Its true, and one of the criteria that we asked people to address when we have put out callouts for ‘Tiny Stadiums’ is the experience that the audience will have. I think that basically comes from us as curators, or us as audiences, having an interest in seeing work that engages with the typr of audience experience it is creating, even if that type happens to be more traditional ‘sit quietly and watch’ in style.
This term ‘live art’ is still something that we are getting our head around, and its weird that it has come into such usage across the country in the last two or three years, with TITTROTT, and EXISTin08, and Live Works, and Melbourne Fringe naming it as a category… I guess for us there seem to be a lot of blurring between the terms that you have mentioned, or artists trained in visual arts who are now making works that might be seen as theatre or whatever… And there are projects that might have been called something else ten years ago but now seem somewhat attached to the term ‘live art’… But mostly for us the works that we are programming aren’t exploring crossovers of form as the main part of their idea, they are just using the tools that they have seen used by other artists… It doesn’t really feel like these types of projects are new, it just feels like there is a context and a community around these works, both locally and nationally, and so lots of people are trying it out or becoming interested in ‘live art’ as a way to make sense of their ideas… Maybe….

Do you have a sense of lineage of this type in Sydney, through people like Sydney Front, Gravity Feed and Deborah Pollard etc?
Not at all. What we are doing is totally original and unlike anything that has ever happened before.

And finally the way that Sydney performance has invaded Melbourne through Next Wave i feel is a healthy breaking down of barriers between the two cities, i was talkign to Martin de Amo and he hadn’t even met some key people in Melbourne’s dance scene, indeed to some he is quite unknown despite how ubiquitous he is in Sydney. Do you feel like a cultural ambassador for Sydney or are you a citizen of the world?
Umm… We love Melbourne. And we also love Sydney.
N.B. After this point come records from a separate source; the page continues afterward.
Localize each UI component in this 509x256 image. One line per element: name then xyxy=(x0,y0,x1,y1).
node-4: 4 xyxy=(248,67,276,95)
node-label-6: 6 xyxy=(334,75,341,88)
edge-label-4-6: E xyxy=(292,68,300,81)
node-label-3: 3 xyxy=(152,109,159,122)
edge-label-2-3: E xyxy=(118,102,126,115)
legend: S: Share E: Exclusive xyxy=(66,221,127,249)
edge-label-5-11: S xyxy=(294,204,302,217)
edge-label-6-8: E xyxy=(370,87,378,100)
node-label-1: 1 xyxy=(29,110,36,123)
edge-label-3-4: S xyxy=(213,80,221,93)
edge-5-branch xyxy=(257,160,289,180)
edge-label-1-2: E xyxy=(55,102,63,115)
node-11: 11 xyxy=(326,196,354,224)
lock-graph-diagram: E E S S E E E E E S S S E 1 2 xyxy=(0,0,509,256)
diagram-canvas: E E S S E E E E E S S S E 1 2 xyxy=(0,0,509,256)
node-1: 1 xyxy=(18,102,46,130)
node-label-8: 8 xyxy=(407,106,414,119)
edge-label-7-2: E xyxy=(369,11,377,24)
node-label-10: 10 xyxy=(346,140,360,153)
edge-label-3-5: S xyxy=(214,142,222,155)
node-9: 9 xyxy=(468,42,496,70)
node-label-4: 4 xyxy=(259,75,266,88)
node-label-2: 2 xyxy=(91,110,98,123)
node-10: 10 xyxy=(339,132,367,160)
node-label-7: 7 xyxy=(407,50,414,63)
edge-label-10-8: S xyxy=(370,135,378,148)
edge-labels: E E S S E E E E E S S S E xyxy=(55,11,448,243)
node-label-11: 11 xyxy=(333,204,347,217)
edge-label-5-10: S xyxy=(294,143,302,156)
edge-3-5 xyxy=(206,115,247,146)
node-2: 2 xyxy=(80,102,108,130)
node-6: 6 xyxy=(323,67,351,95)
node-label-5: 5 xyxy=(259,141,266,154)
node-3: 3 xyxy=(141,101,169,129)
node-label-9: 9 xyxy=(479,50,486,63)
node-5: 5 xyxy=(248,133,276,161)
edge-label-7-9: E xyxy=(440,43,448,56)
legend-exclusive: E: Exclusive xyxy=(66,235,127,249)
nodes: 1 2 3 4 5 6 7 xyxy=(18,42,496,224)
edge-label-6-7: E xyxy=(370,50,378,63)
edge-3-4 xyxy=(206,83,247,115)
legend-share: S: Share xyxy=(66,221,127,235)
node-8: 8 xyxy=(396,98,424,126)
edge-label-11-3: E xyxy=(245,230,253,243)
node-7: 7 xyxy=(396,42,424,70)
Quarterbred has just appointed three directors in Melbourne because we are interested in getting more of a direct connection going… We feel really lucky to know some amazing artists down there. We’re really only invading Melbourne so that we can make more friends like that, and discover their work, and show it off to our Sydney friends.

Some of these questions are nonsense and were meant as witty repartee that you and i would have had in a live interview. The kind of scripted mayhem that is employed on killer shows like Good News Week and Spicks and Specks. Just think of me as a fat Mikey Robbins (he’s not as funny when he is thin), and you can be Myf Warhurst.
Is this still part of the interview? It’s a nice touch. Although a small disclaimer, I am actually a lot more funny when I am offline. That is, in person, when I can just work ”Off The Cuff” and let the lines come to me in response to the often hilarious comments that you are throwing at me fast like flaming arrows of comedy gold.
I hope that you frame this correctly when you publish it online in your e-letter.
Also, I like to think of our conversations as less ‘Mikey vs Myf’ and more “Gretel Killeen vs Big Brother”. You are Gretel and I am the earpiece and you are aging but smarmy and I am small but informative, making jokes directly into your inner ear and telling you what to do.
Yeah?

Mish Grigor is prone to bouts of paranoia and balloon-phobia, do not approach her in public.